- [Problem requirements]:
Filter the entries, keeping every line with the word "center".

Stored data
----------------
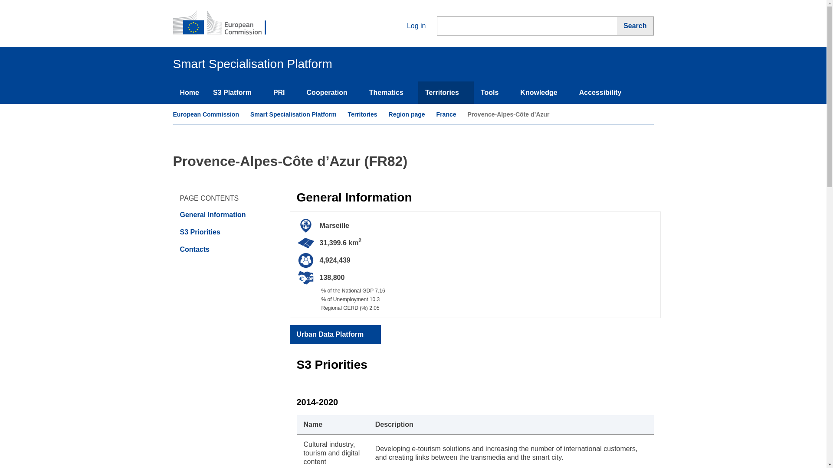  I want to click on Tools, so click(493, 92).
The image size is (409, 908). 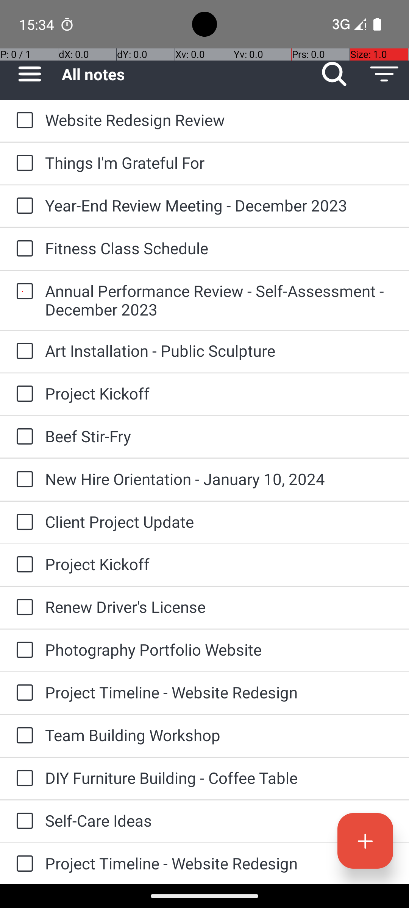 What do you see at coordinates (220, 522) in the screenshot?
I see `Client Project Update` at bounding box center [220, 522].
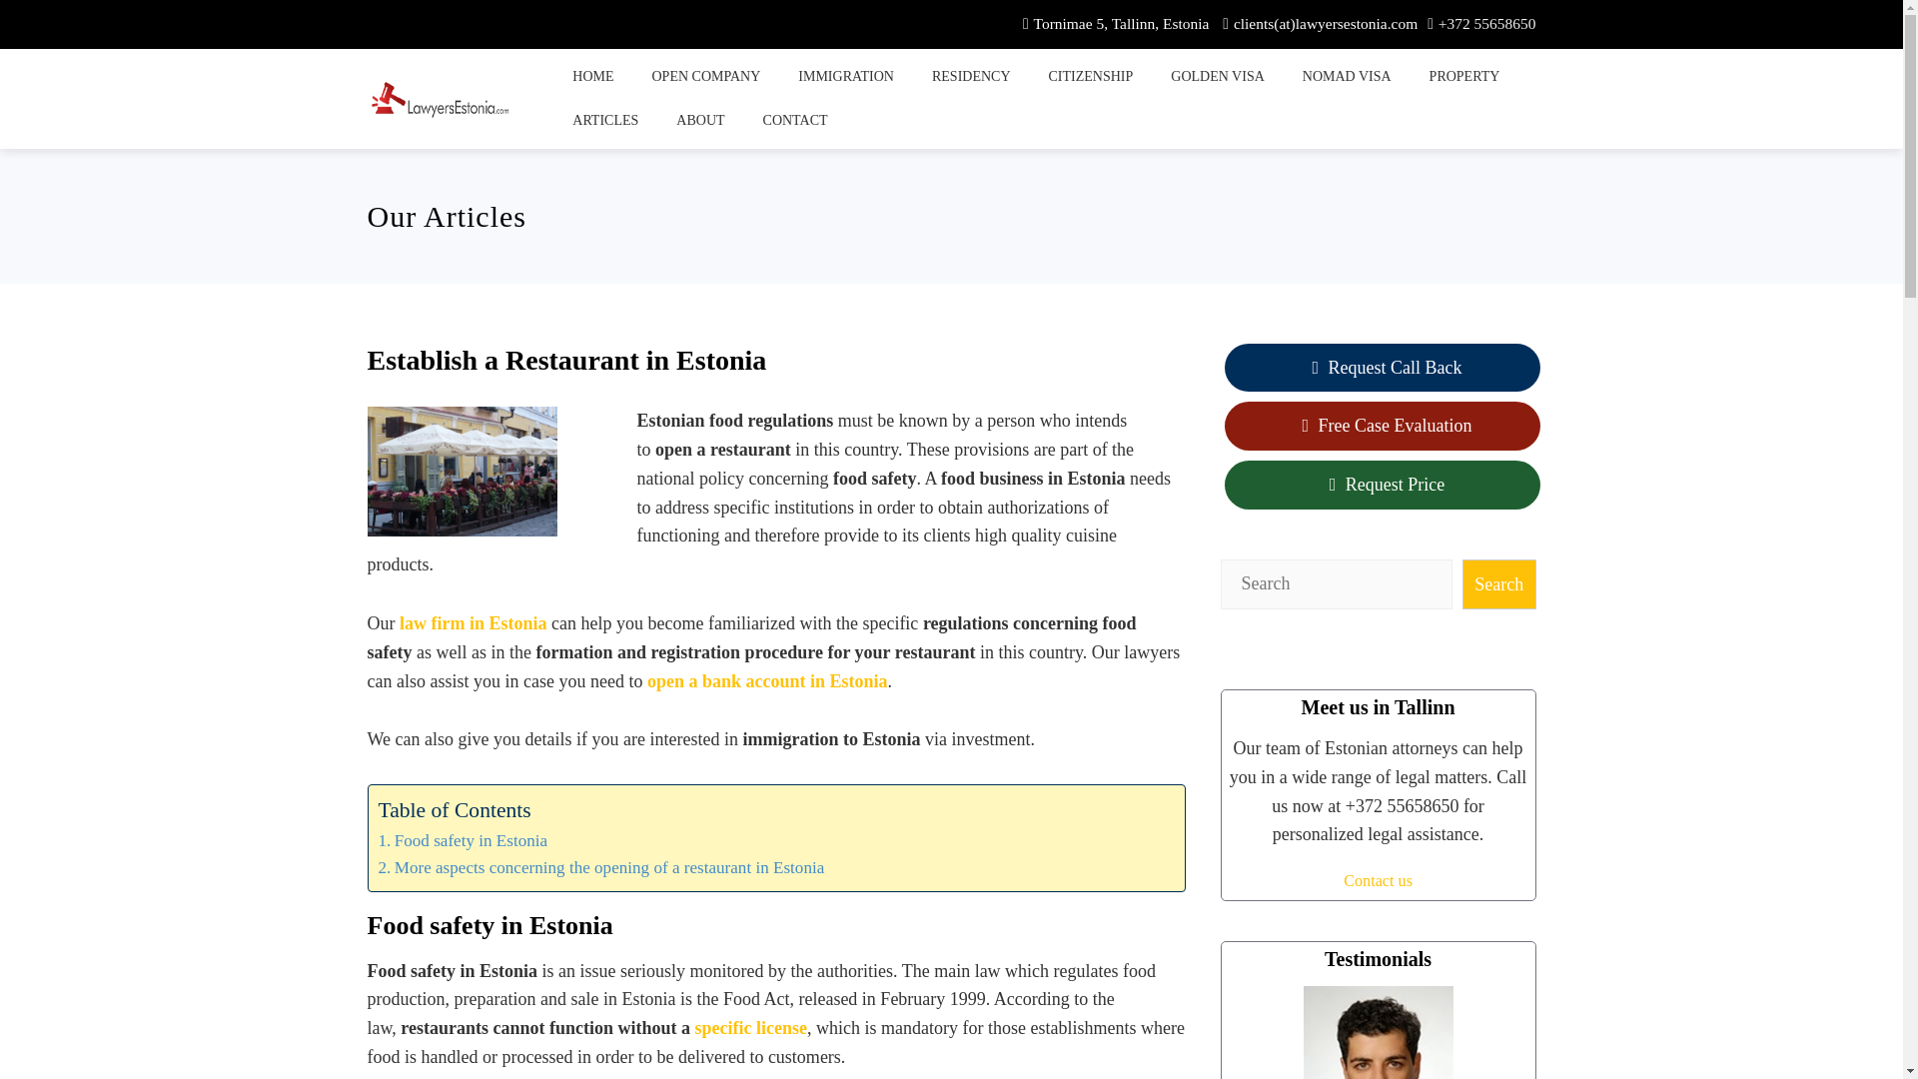 This screenshot has height=1079, width=1918. What do you see at coordinates (1465, 77) in the screenshot?
I see `PROPERTY` at bounding box center [1465, 77].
----------------
- [Answer to the problem]:
I see `Client Project Update` at bounding box center [220, 522].
I see `PROPERTY` at bounding box center [1465, 77].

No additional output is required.